National Theatre of Parramatta presents The Girl / The Woman, in association with Apocalypse Theatre Company. The Girl trips over her sexuality and lands on her motherís traditions. She turns to her best friend and enabler ñ the Internet. Her mother, meanwhile, hates to leave the house ñ a tiring but familiar refuge from an ever-changing outside world. Twelve years in the making, wild and funny until itís not, The Girl / The Woman, is an exhilarating two-woman collision of body and mind, desire and tradition, language and visionary theatricality. From Jun 28 ó Jul 7, 2018 at Riverside Theatre, Parramatta. Performers Aanisa Vylet and Nisrine Amine Playwright Aanisa Vylet Director Dino Dimitriadis Creative Futures Assistant Moreblessing Maturure Set and Costume Design Jonathan Hindmarsh Co-Sound Designers Ben Pierpoint and Mary Rapp Lighting Designer Benjamin Ross Brockman Photo by Robert Catto, on Wednesday, 27 June 2018. Please credit & tag the photographer when images are used - @robertcatto on Instagram & Twitter, @robertcattophotographer on Facebook.
Aanisa Vylet. Photo: Robert Catto.

The work is about a Muslim girl of Lebanese parentage transitioning to womanhood in Sydney and, later, London, and also about the travails of this character’s mother, played by Nisrine Amine. As both writer and actor Vylet is engaging and entertaining, with a sharp eye for absurdity and a deft one for satire, and her story fits the medium as snugly as a leotard. Yet somehow Vylet and director Dino Dimitriadis (for National Theatre of Parramatta) have still allowed flat, amateurish moments to compromise all that keenly-honed work.
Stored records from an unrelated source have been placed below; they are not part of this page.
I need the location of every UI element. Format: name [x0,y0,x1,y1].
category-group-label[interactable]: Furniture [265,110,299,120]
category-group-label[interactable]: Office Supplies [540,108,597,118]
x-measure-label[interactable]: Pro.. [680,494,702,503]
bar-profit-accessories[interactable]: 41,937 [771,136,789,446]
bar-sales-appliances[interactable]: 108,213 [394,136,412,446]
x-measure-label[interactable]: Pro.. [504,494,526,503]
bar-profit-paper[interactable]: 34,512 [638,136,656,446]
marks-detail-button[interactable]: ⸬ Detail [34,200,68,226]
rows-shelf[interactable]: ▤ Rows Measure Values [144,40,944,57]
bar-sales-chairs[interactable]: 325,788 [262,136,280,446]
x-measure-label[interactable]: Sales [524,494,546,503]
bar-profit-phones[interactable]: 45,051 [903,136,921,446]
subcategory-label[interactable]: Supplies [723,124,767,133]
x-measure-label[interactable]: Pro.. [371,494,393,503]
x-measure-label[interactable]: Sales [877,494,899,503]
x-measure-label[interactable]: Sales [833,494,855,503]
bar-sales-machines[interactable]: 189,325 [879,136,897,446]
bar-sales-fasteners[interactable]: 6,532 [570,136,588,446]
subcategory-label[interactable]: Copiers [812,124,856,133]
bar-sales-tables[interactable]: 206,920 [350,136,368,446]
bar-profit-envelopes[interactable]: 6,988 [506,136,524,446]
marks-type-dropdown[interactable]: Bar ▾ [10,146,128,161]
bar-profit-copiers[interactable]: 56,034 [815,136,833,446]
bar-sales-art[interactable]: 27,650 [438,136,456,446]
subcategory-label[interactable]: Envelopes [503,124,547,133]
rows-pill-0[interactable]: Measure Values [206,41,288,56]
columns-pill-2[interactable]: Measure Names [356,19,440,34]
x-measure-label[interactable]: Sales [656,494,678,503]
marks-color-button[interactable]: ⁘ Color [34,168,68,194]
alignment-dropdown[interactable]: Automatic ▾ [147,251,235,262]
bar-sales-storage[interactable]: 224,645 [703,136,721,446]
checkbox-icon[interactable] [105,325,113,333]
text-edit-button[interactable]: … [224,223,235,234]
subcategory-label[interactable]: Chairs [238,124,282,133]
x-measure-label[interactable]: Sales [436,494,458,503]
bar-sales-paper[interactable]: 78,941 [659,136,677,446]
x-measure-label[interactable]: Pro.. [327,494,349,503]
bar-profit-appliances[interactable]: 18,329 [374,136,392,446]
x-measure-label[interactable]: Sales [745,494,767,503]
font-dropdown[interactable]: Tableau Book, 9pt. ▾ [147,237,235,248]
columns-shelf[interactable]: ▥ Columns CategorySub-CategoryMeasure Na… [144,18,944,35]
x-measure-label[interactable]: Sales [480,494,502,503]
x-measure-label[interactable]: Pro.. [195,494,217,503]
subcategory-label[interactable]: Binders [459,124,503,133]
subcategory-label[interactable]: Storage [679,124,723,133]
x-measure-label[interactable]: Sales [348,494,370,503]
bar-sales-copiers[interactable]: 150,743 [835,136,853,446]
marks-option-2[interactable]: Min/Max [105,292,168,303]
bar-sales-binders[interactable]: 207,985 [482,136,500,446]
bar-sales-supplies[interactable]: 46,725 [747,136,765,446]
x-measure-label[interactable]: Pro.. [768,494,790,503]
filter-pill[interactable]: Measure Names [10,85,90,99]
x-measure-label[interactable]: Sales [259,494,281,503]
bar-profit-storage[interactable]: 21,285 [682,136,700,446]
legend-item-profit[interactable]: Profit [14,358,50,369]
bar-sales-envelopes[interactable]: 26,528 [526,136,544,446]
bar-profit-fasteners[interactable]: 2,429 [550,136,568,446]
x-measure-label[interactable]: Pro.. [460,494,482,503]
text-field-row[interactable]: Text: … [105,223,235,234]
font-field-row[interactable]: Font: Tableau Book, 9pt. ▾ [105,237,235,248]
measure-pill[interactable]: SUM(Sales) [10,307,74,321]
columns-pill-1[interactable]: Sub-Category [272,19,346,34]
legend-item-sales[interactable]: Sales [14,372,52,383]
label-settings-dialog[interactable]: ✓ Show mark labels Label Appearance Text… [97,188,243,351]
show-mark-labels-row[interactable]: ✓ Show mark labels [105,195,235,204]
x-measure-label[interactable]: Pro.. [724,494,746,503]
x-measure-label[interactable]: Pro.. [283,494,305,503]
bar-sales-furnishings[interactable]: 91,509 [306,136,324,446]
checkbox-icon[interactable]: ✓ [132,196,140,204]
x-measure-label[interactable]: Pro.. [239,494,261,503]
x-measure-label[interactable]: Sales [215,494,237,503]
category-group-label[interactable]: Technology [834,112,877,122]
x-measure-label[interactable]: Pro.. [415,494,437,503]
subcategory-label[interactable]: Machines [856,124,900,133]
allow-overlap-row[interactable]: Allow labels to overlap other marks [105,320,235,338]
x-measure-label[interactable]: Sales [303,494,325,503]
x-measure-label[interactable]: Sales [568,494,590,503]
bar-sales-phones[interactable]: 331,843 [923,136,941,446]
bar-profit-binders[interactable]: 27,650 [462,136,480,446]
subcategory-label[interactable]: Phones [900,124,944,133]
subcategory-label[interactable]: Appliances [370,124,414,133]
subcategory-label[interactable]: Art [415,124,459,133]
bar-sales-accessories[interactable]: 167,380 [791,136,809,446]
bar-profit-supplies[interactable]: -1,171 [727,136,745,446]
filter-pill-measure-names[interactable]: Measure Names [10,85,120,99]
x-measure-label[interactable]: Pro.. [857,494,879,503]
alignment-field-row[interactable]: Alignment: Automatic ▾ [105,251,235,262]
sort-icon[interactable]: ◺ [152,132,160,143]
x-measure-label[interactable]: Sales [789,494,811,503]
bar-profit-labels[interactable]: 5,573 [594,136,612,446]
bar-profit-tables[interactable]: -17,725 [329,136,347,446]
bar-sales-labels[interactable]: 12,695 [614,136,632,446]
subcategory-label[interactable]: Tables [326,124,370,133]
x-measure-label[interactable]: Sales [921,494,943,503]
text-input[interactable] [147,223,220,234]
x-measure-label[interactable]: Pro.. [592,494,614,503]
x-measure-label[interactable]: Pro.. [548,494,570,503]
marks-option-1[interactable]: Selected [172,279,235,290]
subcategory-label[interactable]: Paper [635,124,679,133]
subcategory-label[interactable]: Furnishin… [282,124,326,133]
Jonathan Hindmarsh’s ingenious set creates myriad perches and crannies where Vylet’s character can try on new and emerging concepts of self, much as she tries on shoes and make-up. To echo the theatricality the writing cries out for more of the poeticism present in a line like, “He has tattoos all over his breath” (said of an atheist for whom Vylet’s character falls), and perhaps that happens in the slabs of Arabic dialogue between mother and daughter.

A fine line lies between the modern curse of box-ticking theatre and a deeper inclusivity, and thankfully, amid its faults and flashes of brilliance, A Girl A Woman falls in the latter camp.